Losing Our Moral Compass in Pursuit of Profit, Efficiency

Recently, on a cold morning with a little snow fooling around in the bright air, I was chilled by this sentence in an AP news story:

"The idea isn't to just raise revenue, economists say, but finally to turn Americans into frugal health-care consumers by having them face the full costs of their medical decisions ("Tax Break on Employer Health Plans Targeted" Ricardo Alonso-Zaldivar, AP 11/29/10)

Oh, of course -- all Americans should face the full costs of their decisions to have broken bones, heart attacks, or sick children, right?

Even more chilling to me were the underlying assumptions that economists/technocrats decide what's best for everyone, and that it's just as important -- if not more important -- to turn Americans into tame consumers for the private sector as it is to raise revenues for the common good.

This led me to some further, chillier assumptions:

  • democracy and politics are messy and unmanageable and must be replaced by the disciplined professionalism of scientists, technicians and economists.
  • ordinary citizens lack the ability to deal with the "real world" of money, brokerage, extraction of natural resources, wars, weapons and political power, and must be kept out of decisions about them or even knowing about them.
  • our most important moral obligation to our children is to not leave them any debts.
  • to be secure we must pre-emptively kill terrorists, would-be terrorists, might-be terrorists, geriatric terrorists, stone-throwing juvenile terrorists.....
  • the economically sound is the morally right.

In his recent book "The Logic of Discipline", Alasdair Roberts proposes that democracy has been undermined by financial liberalization, free trade and a globalized economy.
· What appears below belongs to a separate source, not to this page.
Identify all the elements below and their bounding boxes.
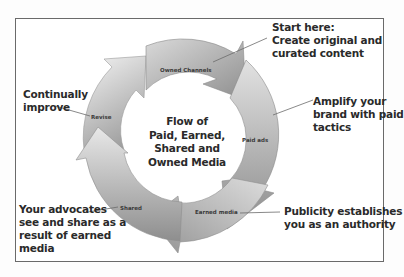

Technicians, economists and managers, he observes, are very skeptical of the ability of democracy to make "the right decisions" for financial stability and security, and they doubt that ordinary politicians and voters are 'disciplined' enough to make sensible policy decisions.

That's why, Roberts suggests, we have a new generation of professional technocrats and managers supported by corporate money and ideology who are running not only our giant corporations but our political parties and our governments. They have reconfigured central banking, fiscal control, farm policy, taxes, health and safety regulations, port and airport management, infrastructure development and energy policy to meet the economic needs of multinational corporations in a global economy, not the needs of human beings on a fragile planet. And they have determined that secrecy is a basic necessity for good management, to keep the public from interfering with the professionals' decisions.

That's why we have public officials, democratically-elected (sic) politicians, banks and giant corporations like Amazon & PayPal all deciding that WikiLeaks is a criminal operation and Julian Assange is a terrorist who deserves to die.

Roberts further notes that the world of fiscal discipline is amoral: efficiency and objectivity always trump emotional and unreliable ideas of right and wrong

That's why -- or at least how -- in the pursuit of profit, efficiency and financial stability in global marketplaces, Americans are losing our moral compass. Many people now believe -- or say they believe -- that our most important moral responsibility is to the economy: reduce the deficit, cut taxes, protect profits, and shrink government spending, and keep actions of public officials secret.

So: we have messed up the entire world socially, economically, politically and morally, and have failed to address our habits of consumption that are warming the planet and destroying ecosystems that sustain the web of life. The oceans are rising, disaster and disease stalk humans and ecosystems, war and destruction consume natural resources, but the most important things to us are to cut taxes and government spending, reduce the deficit and keep secret the actions and words of government officials because we the people can't be trusted.

We don't even trust coming generations to find better ways to live together. Instead, we base our expenditures for their education, nutrition and health care on principles of profit and "fiscal responsibility", we teach them that killing in war is noble and exciting, and that most strangers should be feared and mistrusted, while we use up the natural resources they will need to survive.

What now? In this Christmas season it's tempting to speculate: What if God, finally fed up with our arrogance, pride, greed, cruelty and bungling, decided to send down a new prophet, a few more angels, or another Savior, what would they recommend?

A new prophet could hardly do better than Micah: "...what does the Lord require of you but to do justice, and to love kindness, and to walk humbly with your God?"

The angels of the nativity story gave us a fine moral ideal to aspire to: Peace on earth and good will toward all, but it's never caught on. Neither has the excellent advice of Jesus of Nazareth: Love your neighbors, turn the other cheek, go the extra mile.

Because finally, democracy and freedom cannot be created by a Savior, or by economists or presidents. Democracy can only be created by the people within it. If people can be "turned into frugal consumers" or kept in the dark about how their government operates, they aren't free and there is no democracy: they are not participants but pawns, not citizens but subjects.